STONE HARBOR – The Borough Council has tabled a resolution supporting feasibility studies of a stormwater utility, the creation of which is viewed as one way for the borough to fund flood mitigation efforts and ease the pressure on its budget.
The reason council member Victor Foschini gave for the tabling, which happened at the council’s Sept. 17 meeting, was the absence of council member Frank Dallahan.
When on Sept. 3 Mayor Judith Davies-Dunhour asked council members if they were ready to vote to move ahead with the studies at the next meeting, there was no dissent. Why the absence of Dallahan on Sept. 17 was cause to table the resolution was not clear.
Stone Harbor has long considered the potential benefits of a stormwater utility as an answer to how the borough will fund flood mitigation efforts. The utility would be a separate and self-financing entity of municipal government that could provide a stream of revenue for dealing with the negative impacts of stormwater runoff and for support of other projects.
The borough’s 2024 budget allocated $375,000 for the feasibility studies. The Stone Harbor Property Owners Association came out strongly in support of the studies.
The borough had previously applied for a state grant to fund such studies but failed to be selected. It appeared the governing body was set to embark on them with borough funding.
Then, in July, the council’s utilities committee recommended that the studies be postponed for a year. Council member Robin Casper, who chairs the committee, said the borough should see what other towns in the state are doing before embarking on something so new as a stormwater utility.
Borough Administrator Manny Parada said that as of now only one municipality in the state, New Brunswick, has an active stormwater utility. Roughly 50 other New Jersey municipalities are doing the requisite studies and evaluating whether such a utility is useful in their circumstances.
But at the September meeting of the council, Parada gave a presentation that reignited the sense that moving ahead now with the studies rather than waiting a year was the most prudent approach.
The new variable was the arrival of a new chief financial officer, Cynthia Lindsay, who brought to public light the problem the borough has with the state appropriations cap, giving new appreciation to the way a stormwater utility can absorb certain expenses from an overburdened general budget.
By the end of the Sept. 3 meeting, the council appeared ready to approve moving forward with the studies, expected at the Sept. 17 meeting.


Search the data for the word "Pulmonary" and copy each line that has it.

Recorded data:
***

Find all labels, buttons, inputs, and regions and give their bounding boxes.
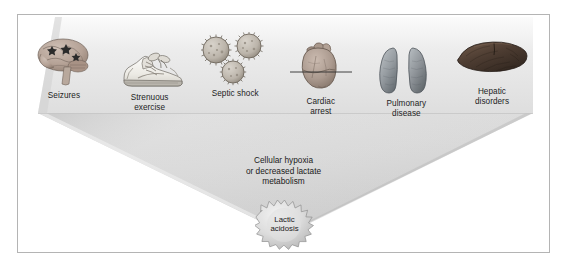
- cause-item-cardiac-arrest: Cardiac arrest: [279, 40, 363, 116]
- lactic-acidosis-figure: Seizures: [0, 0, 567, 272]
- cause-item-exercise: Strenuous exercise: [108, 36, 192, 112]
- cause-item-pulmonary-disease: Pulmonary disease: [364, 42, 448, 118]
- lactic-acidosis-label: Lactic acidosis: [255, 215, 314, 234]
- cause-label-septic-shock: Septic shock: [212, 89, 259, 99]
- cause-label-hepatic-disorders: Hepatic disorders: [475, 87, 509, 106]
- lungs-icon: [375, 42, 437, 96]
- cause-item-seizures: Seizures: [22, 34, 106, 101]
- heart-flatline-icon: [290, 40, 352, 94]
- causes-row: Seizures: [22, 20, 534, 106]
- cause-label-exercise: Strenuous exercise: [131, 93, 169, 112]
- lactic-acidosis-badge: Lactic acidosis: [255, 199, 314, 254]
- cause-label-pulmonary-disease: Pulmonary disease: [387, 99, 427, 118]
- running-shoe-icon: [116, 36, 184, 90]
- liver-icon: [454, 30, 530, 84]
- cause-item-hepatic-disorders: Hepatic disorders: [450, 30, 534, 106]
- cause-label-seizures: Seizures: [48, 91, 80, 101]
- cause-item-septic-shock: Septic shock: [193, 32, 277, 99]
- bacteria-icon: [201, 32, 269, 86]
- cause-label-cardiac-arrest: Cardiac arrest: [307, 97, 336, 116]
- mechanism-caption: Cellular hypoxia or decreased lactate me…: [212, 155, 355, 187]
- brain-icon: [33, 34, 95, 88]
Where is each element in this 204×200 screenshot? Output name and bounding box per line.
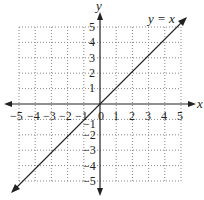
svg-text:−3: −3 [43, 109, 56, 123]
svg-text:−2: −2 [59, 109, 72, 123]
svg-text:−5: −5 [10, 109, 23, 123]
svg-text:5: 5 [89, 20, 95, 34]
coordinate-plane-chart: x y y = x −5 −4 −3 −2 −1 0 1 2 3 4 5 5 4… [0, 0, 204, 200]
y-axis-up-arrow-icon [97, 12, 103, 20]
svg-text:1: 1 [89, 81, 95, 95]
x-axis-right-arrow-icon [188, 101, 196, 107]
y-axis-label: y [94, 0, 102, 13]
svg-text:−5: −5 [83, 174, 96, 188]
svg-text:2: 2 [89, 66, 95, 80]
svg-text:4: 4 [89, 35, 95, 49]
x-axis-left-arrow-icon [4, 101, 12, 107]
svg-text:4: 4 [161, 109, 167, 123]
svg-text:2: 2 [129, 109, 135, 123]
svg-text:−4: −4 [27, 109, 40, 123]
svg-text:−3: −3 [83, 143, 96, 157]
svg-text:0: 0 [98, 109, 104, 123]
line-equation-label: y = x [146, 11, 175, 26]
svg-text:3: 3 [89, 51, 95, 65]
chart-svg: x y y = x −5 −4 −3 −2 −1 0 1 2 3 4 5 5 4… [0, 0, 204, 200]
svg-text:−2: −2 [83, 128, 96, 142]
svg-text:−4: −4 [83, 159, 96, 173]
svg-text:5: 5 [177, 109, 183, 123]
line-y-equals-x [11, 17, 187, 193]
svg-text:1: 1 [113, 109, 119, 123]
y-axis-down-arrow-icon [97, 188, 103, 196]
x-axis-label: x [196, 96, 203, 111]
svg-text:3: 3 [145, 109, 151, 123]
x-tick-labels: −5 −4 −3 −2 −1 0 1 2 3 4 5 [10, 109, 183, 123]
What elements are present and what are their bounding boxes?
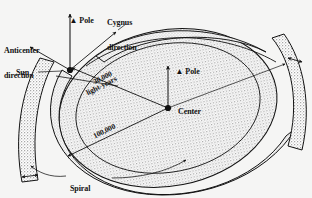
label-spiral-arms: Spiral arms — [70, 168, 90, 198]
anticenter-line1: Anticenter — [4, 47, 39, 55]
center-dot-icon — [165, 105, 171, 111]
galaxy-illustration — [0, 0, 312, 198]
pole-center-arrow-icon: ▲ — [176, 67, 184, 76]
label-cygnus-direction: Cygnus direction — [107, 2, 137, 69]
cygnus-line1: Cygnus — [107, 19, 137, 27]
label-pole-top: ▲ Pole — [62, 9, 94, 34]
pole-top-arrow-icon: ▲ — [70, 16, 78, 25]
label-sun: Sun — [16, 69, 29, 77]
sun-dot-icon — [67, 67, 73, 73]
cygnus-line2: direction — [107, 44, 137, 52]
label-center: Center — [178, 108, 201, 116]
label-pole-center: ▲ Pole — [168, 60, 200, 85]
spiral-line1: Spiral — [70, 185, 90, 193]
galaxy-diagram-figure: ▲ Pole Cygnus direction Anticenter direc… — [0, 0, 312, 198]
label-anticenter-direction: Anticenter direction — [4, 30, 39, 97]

***

Problem solution:
- cause-item-pulmonary-disease: Pulmonary disease: [364, 42, 448, 118]
- cause-label-pulmonary-disease: Pulmonary disease: [387, 99, 427, 118]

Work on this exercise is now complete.